→ **SUPPLIED MATERIAL**:

◆ ◆ ◆ ◆

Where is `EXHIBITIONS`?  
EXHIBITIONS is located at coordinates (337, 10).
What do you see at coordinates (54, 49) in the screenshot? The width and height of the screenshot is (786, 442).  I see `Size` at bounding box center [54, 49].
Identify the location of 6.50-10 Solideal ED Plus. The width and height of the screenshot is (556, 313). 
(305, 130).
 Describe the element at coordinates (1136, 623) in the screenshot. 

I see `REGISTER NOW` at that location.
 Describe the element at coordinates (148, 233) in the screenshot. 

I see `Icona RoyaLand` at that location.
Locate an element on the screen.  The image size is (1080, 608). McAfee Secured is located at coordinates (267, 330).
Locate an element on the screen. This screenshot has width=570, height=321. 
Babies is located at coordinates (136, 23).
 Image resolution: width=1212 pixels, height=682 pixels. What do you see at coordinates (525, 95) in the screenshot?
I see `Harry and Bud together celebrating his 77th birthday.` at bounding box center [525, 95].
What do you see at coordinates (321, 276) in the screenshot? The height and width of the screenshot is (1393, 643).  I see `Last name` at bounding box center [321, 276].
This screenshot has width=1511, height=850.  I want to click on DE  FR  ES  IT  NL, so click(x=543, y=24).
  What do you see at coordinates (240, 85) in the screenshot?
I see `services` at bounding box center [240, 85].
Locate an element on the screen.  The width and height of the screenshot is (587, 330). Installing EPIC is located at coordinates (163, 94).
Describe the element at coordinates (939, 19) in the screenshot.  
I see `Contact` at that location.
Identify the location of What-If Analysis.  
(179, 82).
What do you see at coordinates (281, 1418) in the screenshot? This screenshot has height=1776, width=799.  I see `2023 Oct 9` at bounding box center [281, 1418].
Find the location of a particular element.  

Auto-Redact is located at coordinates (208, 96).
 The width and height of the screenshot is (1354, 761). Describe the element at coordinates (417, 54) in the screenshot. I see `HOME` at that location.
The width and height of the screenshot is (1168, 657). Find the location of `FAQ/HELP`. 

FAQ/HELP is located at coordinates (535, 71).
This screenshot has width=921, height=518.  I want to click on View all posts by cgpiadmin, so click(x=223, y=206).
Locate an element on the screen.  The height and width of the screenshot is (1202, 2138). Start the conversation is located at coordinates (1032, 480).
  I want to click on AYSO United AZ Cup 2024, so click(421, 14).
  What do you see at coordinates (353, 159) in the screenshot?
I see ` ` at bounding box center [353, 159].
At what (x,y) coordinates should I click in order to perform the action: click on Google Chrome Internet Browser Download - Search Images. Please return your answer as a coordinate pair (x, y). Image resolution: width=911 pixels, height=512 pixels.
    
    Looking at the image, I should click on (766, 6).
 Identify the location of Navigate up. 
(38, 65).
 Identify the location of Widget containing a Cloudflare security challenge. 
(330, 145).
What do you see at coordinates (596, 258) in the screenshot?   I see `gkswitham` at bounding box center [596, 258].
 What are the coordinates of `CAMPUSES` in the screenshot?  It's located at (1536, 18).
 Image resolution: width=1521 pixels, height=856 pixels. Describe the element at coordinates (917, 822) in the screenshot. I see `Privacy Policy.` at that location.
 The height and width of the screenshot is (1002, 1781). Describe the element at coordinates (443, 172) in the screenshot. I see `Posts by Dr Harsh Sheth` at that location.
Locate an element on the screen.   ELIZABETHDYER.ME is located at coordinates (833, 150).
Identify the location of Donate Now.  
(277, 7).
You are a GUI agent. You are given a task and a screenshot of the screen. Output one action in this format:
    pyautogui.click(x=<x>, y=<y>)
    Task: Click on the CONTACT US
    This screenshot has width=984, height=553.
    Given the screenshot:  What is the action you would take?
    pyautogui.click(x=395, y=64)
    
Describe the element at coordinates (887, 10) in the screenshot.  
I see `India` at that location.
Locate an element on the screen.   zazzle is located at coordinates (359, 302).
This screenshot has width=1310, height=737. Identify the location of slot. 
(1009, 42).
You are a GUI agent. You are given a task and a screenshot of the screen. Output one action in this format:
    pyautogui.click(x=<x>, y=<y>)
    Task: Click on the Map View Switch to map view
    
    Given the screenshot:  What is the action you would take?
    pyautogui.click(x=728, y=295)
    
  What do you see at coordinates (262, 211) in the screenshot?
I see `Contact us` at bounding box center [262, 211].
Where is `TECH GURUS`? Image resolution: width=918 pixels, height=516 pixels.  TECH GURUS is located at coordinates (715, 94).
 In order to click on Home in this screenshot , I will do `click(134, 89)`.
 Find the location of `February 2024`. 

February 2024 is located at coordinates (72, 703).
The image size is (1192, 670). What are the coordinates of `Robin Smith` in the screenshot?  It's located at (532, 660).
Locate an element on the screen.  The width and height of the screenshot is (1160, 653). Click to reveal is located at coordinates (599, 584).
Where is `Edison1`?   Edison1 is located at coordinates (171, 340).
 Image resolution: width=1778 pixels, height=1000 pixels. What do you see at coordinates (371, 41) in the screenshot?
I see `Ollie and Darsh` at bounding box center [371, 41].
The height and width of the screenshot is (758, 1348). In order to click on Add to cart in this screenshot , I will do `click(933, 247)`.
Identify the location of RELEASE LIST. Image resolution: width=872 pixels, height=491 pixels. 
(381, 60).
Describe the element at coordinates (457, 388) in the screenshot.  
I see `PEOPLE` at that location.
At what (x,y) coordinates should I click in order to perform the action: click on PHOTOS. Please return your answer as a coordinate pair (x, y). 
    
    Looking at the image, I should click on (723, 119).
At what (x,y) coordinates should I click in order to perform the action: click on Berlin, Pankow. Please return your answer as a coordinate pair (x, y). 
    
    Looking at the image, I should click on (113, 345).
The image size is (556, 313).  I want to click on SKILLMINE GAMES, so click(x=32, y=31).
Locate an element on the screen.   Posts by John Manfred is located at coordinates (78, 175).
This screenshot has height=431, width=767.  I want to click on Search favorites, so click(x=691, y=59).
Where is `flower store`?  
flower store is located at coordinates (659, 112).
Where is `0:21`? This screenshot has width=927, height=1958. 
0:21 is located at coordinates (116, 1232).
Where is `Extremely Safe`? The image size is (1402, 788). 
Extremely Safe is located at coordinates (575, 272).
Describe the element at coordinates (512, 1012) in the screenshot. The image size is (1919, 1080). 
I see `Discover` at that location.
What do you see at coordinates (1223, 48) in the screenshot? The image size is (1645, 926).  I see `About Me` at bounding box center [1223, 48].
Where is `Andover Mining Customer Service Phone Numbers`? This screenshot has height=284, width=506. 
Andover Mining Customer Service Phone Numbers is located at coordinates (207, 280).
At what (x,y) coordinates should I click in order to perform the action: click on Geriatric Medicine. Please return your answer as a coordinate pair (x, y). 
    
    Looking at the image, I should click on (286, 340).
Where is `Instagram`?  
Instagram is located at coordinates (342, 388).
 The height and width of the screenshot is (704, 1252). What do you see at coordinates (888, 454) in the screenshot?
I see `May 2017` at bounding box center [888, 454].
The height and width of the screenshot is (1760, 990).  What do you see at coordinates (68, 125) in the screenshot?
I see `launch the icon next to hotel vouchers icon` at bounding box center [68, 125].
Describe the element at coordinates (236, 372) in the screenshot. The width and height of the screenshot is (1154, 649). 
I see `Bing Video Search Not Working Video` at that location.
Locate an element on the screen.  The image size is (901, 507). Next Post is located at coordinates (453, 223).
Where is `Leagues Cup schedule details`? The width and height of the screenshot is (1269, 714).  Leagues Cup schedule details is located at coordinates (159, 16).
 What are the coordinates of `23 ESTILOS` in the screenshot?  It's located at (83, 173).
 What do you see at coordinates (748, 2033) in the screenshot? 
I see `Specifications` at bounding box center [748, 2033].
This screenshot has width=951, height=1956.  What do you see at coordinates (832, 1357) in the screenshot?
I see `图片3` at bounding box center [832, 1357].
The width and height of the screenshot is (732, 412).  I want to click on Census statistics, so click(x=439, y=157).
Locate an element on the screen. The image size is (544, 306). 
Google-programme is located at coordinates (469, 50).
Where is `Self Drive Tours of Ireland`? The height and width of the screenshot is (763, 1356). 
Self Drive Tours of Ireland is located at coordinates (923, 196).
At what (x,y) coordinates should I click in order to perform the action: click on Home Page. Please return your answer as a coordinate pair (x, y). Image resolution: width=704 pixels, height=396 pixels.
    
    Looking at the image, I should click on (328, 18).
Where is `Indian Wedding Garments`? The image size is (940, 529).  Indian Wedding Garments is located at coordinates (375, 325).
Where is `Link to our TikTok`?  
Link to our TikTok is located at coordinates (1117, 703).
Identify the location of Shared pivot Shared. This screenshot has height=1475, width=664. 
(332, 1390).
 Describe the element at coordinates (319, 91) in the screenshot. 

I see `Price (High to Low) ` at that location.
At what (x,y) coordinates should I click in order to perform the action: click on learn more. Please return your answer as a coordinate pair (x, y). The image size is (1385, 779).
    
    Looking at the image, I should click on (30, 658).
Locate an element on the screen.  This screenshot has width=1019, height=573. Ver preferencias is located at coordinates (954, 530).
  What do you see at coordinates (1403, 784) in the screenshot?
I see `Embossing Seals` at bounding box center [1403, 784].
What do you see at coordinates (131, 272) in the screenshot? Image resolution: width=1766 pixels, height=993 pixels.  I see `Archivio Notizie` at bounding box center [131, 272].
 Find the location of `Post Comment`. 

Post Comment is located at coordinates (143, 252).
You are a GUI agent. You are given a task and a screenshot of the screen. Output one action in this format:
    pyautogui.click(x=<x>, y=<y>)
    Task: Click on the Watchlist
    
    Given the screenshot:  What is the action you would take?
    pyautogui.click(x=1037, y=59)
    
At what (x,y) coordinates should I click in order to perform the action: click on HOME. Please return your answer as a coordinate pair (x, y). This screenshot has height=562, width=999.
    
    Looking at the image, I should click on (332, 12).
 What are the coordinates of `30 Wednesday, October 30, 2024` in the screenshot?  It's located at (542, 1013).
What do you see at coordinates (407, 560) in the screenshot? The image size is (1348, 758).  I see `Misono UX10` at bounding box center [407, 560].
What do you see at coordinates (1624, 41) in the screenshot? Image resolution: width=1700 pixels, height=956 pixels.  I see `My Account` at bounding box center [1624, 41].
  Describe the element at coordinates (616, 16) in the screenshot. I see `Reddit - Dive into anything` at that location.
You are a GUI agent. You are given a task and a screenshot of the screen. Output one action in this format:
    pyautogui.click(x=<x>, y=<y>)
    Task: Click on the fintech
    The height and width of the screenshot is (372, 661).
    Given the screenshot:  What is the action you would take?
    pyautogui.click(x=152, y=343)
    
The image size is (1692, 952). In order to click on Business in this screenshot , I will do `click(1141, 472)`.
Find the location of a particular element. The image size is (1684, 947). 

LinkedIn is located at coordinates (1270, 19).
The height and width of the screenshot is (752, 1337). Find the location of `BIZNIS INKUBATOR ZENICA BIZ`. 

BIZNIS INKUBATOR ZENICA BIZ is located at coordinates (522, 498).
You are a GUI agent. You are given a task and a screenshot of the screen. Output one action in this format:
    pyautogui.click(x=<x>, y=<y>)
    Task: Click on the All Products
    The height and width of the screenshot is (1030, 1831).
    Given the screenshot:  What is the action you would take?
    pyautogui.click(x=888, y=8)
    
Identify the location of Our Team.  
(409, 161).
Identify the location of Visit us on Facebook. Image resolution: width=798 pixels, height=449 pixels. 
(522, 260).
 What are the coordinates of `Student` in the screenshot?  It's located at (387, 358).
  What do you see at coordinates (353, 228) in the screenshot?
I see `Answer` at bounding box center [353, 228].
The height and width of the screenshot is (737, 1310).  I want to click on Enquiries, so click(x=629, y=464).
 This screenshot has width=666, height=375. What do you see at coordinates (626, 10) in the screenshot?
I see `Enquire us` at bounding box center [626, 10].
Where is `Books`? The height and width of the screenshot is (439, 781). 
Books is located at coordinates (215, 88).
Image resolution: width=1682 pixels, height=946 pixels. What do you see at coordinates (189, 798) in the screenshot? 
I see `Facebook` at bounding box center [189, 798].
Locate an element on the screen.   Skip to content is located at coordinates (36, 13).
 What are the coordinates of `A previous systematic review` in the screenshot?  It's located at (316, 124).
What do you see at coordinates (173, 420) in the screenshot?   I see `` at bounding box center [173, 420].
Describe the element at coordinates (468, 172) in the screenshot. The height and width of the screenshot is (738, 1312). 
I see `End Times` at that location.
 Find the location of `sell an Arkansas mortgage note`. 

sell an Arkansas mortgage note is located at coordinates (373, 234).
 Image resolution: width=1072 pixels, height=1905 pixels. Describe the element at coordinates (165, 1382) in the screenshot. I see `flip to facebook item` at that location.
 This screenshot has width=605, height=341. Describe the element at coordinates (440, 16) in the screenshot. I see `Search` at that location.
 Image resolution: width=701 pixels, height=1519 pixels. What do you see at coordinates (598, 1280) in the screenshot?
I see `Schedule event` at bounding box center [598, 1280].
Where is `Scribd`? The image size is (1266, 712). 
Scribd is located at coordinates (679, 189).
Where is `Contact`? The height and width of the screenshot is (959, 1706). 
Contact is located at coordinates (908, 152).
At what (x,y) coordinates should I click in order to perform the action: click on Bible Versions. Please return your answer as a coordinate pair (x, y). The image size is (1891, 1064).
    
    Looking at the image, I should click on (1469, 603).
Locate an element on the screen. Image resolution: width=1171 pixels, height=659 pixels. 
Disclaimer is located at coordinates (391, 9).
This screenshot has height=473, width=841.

◆ ◆ ◆ ◆

→ **TASK DESCRIPTION**: Would you copy out exactly the lines above that start at the one containing "The height and width of the screenshot is (758, 1348)." and end at the one containing "What do you see at coordinates (1223, 48)", inclusive?

→ **RESULT**:
The height and width of the screenshot is (758, 1348). In order to click on Add to cart in this screenshot , I will do `click(933, 247)`.
Identify the location of RELEASE LIST. Image resolution: width=872 pixels, height=491 pixels. 
(381, 60).
Describe the element at coordinates (457, 388) in the screenshot.  
I see `PEOPLE` at that location.
At what (x,y) coordinates should I click in order to perform the action: click on PHOTOS. Please return your answer as a coordinate pair (x, y). 
    
    Looking at the image, I should click on (723, 119).
At what (x,y) coordinates should I click in order to perform the action: click on Berlin, Pankow. Please return your answer as a coordinate pair (x, y). 
    
    Looking at the image, I should click on (113, 345).
The image size is (556, 313).  I want to click on SKILLMINE GAMES, so click(x=32, y=31).
Locate an element on the screen.   Posts by John Manfred is located at coordinates (78, 175).
This screenshot has height=431, width=767.  I want to click on Search favorites, so click(x=691, y=59).
Where is `flower store`?  
flower store is located at coordinates (659, 112).
Where is `0:21`? This screenshot has width=927, height=1958. 
0:21 is located at coordinates (116, 1232).
Where is `Extremely Safe`? The image size is (1402, 788). 
Extremely Safe is located at coordinates (575, 272).
Describe the element at coordinates (512, 1012) in the screenshot. The image size is (1919, 1080). 
I see `Discover` at that location.
What do you see at coordinates (1223, 48) in the screenshot? The image size is (1645, 926).  I see `About Me` at bounding box center [1223, 48].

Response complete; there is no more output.